Selling Blue Elephants: How To Make Great Products That People Want Before They Even Know They Want Them by PH.D. Howard R. Moskowitz -
Author:PH.D., Howard R. Moskowitz -...
Language: eng
Format: epub
Published: 2014-05-22T17:56:09.226000+00:00
RDE at the Heart of a Streamlined, Combinatorial Approach to R&D
An easy way to understand streamlined development is to imagine a scenario and then work back to what is needed for that scenario to happen. Our scenario focuses on a new start-up company in Asia. The company, Abacus (real name as well as the product name, Gamester, are disguised), is in the business of creating, commercializing, and selling off new consumer electronics products. Abacus’s management, all under 30 years old, each one filled with the enthusiasm of visionary youthfulness, has very little money—indeed, almost none. However, all four Abacus professionals are so-called Internet geeks, people who have grown up with computers and who find the Internet more a way of life than a technology. Before coming together to form Abacus, the management group had worked in different companies, programming, creating Web sites, selling computer software, and playing an almost uncountable number of computer games.
To understand what to create, it was important for Abacus to measure how consumers would respond to new ideas about consumer electronics. After some initial market research into their own business world, these young entrepreneurs soon discovered that the majority of inventive efforts they discovered followed a more or less consistent pattern: scan the environment for ideas, bring new ideas to consumers in focus groups around the world, and then create prototypes. Engineers were in charge here, so the approach was develop, measure, launch.
Perhaps there was a better way. The ingoing vision was that perhaps through the Internet and through a technique such as RDE, they could synthesize new ideas for consumer electronics. But how? What was the secret?
It first became clear that the conventional ways to create ideas were too slow. Tracking competition worked, and the market research professionals around the world certainly provided large reports that detailed what people were doing. There were rooms filled with reports in company after company—or at least cabinets, for companies that were less retentive.
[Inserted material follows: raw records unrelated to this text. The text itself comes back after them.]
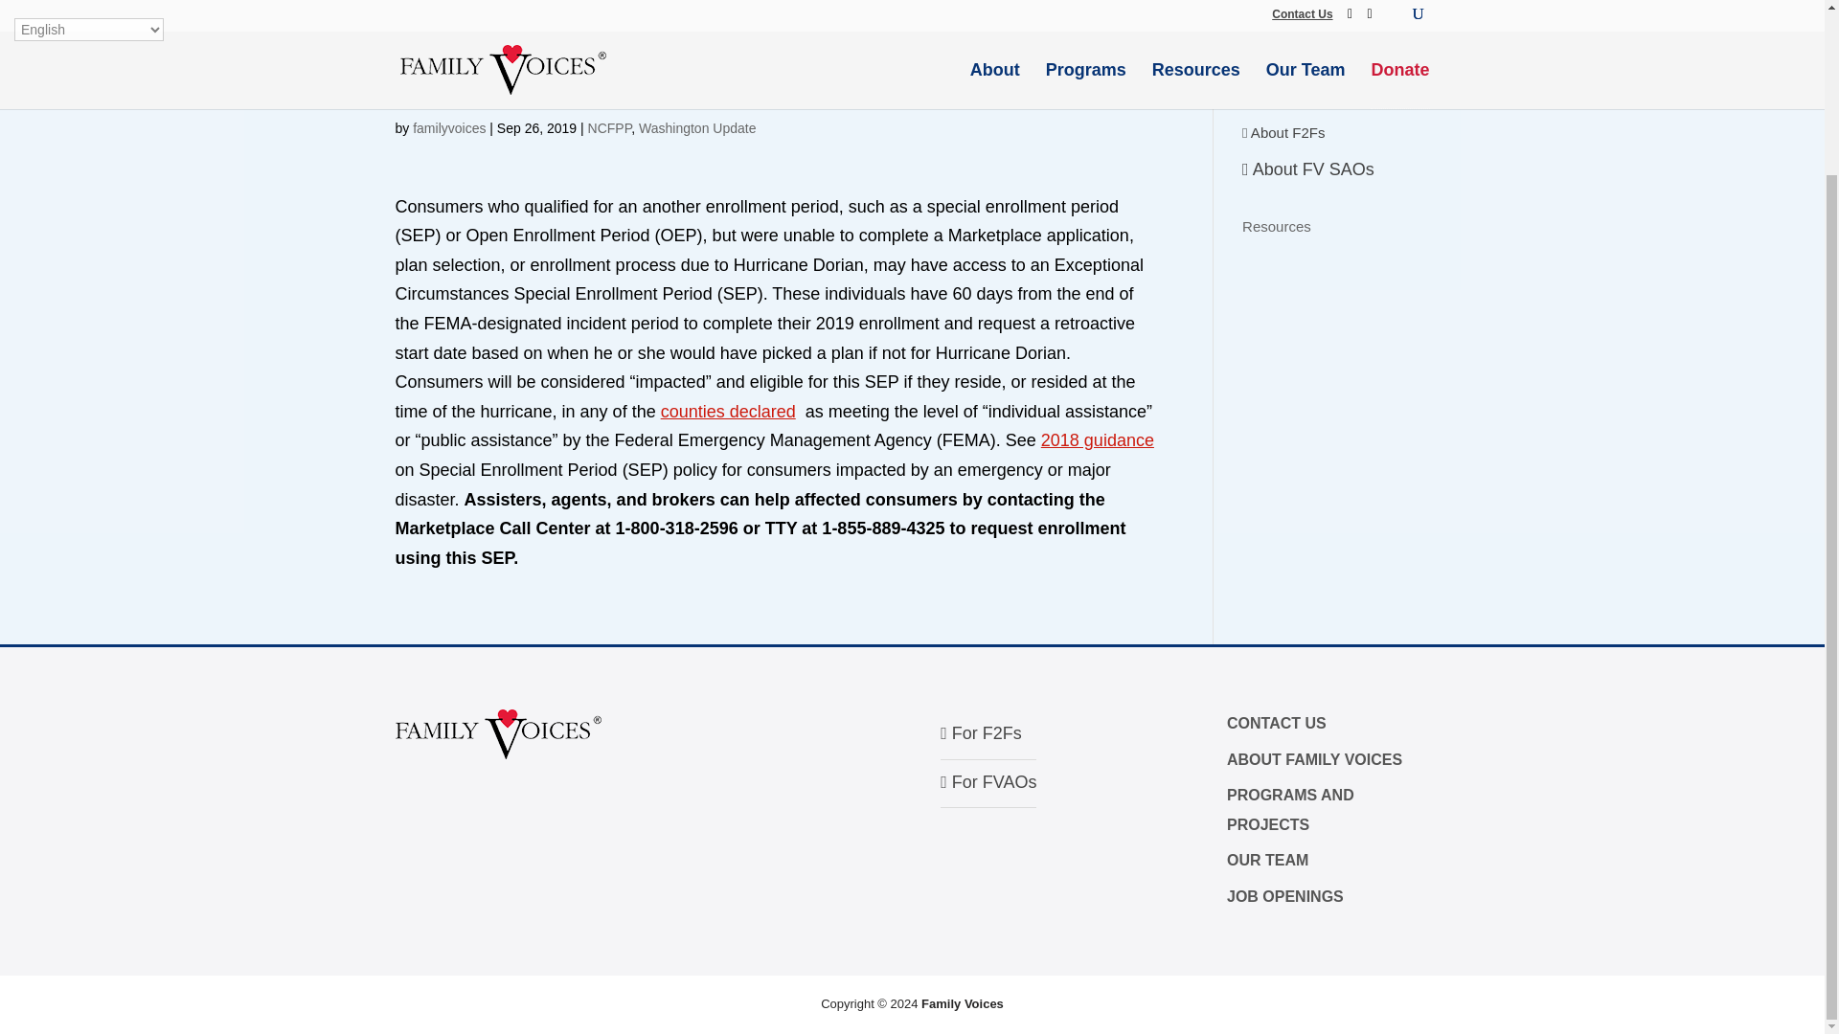 The width and height of the screenshot is (1839, 1034). Describe the element at coordinates (697, 128) in the screenshot. I see `Washington Update` at that location.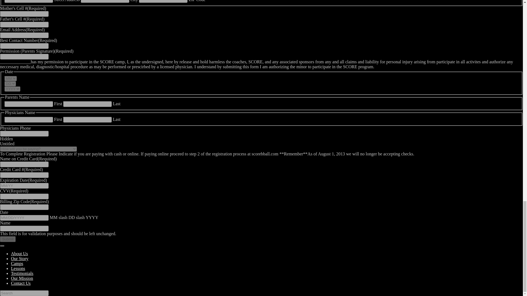  Describe the element at coordinates (20, 259) in the screenshot. I see `Our Story` at that location.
Focus groups could be easily arranged for a new product idea, but it was very expensive to run them, and, quite often, the groups did not lead to much more than confirmation of known ideas.7
Yet scanning the Internet revealed repeatedly that people were indeed inventing new products and services for consumer electronics at an alarming pace. It was clear from browsing sites such as CNET that the pace was accelerating, that one new product might appear and, just when that product was accepted, a host of competitor products then appeared, proclaiming one improvement after another. Figure 6.1, for example, shows just one of several e-mail letters sent out weekly by CNET. Multiply this by 10 or 20, and you get a sense of the intense, almost Darwinian struggle for survival in consumer electronics. Virtually all the hit products on the list are multifunctional. Just a few years (or maybe even months) ago this type of combination would belong to a science fiction world or be downright unimaginable.